Increasing prices has nothing to do with scalping.

Just like Microsoft and Sony should of done with game consoles, but never did - Tesla has centralized buying which allows it to easily prevent scalping.

I don’t think you understand the market forces at play if you really believe this. If product A sells at MSRP direct from the company that produces it for $x and people are willing to pay $y for it where y is sufficiently bigger than x then there will be a reseller market for the product. If y is close enough to x then there won’t be much of a reseller market. Of course if the company has the ability to otherwise diminish the value of the product post sale then that too can distort the reseller market should the company use its power to do so.

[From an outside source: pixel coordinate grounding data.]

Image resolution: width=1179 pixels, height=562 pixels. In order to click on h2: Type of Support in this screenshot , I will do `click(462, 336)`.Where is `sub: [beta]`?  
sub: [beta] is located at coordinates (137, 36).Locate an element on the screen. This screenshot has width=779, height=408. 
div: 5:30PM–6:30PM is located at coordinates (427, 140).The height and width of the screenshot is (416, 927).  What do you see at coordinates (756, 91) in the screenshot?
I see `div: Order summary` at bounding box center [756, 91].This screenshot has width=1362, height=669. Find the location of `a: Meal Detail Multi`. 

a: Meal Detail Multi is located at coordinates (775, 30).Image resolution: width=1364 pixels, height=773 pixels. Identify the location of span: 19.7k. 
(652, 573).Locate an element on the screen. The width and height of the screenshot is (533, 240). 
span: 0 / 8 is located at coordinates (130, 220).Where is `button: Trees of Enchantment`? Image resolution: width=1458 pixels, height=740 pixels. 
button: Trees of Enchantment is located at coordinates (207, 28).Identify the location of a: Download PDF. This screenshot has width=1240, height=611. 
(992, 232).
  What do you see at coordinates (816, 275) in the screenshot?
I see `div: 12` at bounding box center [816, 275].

Increasing prices has much to do with whether or not there is a reseller market. You are very much wrong.

It's one thing when scalpers jack up prices, but when companies do it it's called price gouging.

I haven't seen Sony, Microsoft, Ford, Tesla, gas stations, etc.. raise their MSRP to deal with scalpers, only inflation.

I have real examples that prove you're point wrong.. do you have examples that help prove you're even slightly right?

You should about market dynamics and pricing power and whatnot. When there is an imbalance between MSRP and what buyers are willing to pay there, provided the latter quantity is sufficiently bigger than the former, then an opportunity arises. Someone along the chain will seek out the potential profit. Tesla has massively raised prices. So what if their public statement is that it is because of inflation? The publicly stated reason matters not. What matters is that they raised their prices in accordance to market forces.

There is a large reseller market for PlayStation 5 because the price Sony sells at is much less than what the market is willing to pay. So scalpers step in seeking the potential profit. There are a number of reasons Sony doesn’t raise MSRP. The main one being goodwill and future buyers. If they raise their prices to $1,0000 the psychological effect will be long term detrimental. So they don’t raise prices. But there is a market for scalpers because of this.

I’ve posted links demonstrating there is a scalper market for some new cars. Indeed, dealerships are often times, in effect, becoming scalpers by raising prices. If all dealerships sold at MSRP this would not benefit consumers in the least. Scalpers would just take over and buying a car from a scalper is a lot worse than buying it, at a premium, from a dealer.

Call it price gouging, scalping, theft or what have you. The words used don’t matter. All that matters is that there is enough potential profit to be had at the imbalance between MSRP and what buyers are willing to pay for cars that someone will be attempting to take that profit. It’s either going to be the manufacturer (Tesla), the dealer, or a third party.

Microsoft and Sony both sell direct and both implement anti scalping technology into their direct sales. (only allowing one purchase per registered account, IP detecting technology to make sure same user isnt buying over and over, et cetra). Sony got me a PS5 launch day direct ship to home at no additional cost within 12 hours after purchase (I was pretty impressed that Sony was able to pull that off)

They just dont want to burn their bridges with traditional retailers quite yet Im guessing.

> If the dealerships don’t markup the vehicles then scalpers will buy at MSRP and resell the vehicles at a markup. As bad as the dealership experience is there is less chance for fraud or theft at a dealership than from a scalper.

Dealerships are absolutely doing this themselves - create a shell company, sell to their own shell company for MSRP, sell back to the dealership at MSRP, now you get to report a compliant sale to the manufacturer, and you have a "used" vehicle on your lot with <100mi that no-one can tell you not to sell for $20K above MSRP.

The fraud/theft I was talking about is seller striping the vehicle of parts and putting in used third party parts and reselling the original parts. Things like that aren’t done at the local Ford dealership. Well, there’s less chance of that. My point is that dealerships are effectively the scaler and it’s better to pay the scalp price at the Ford dealership than from some random person. At least in general.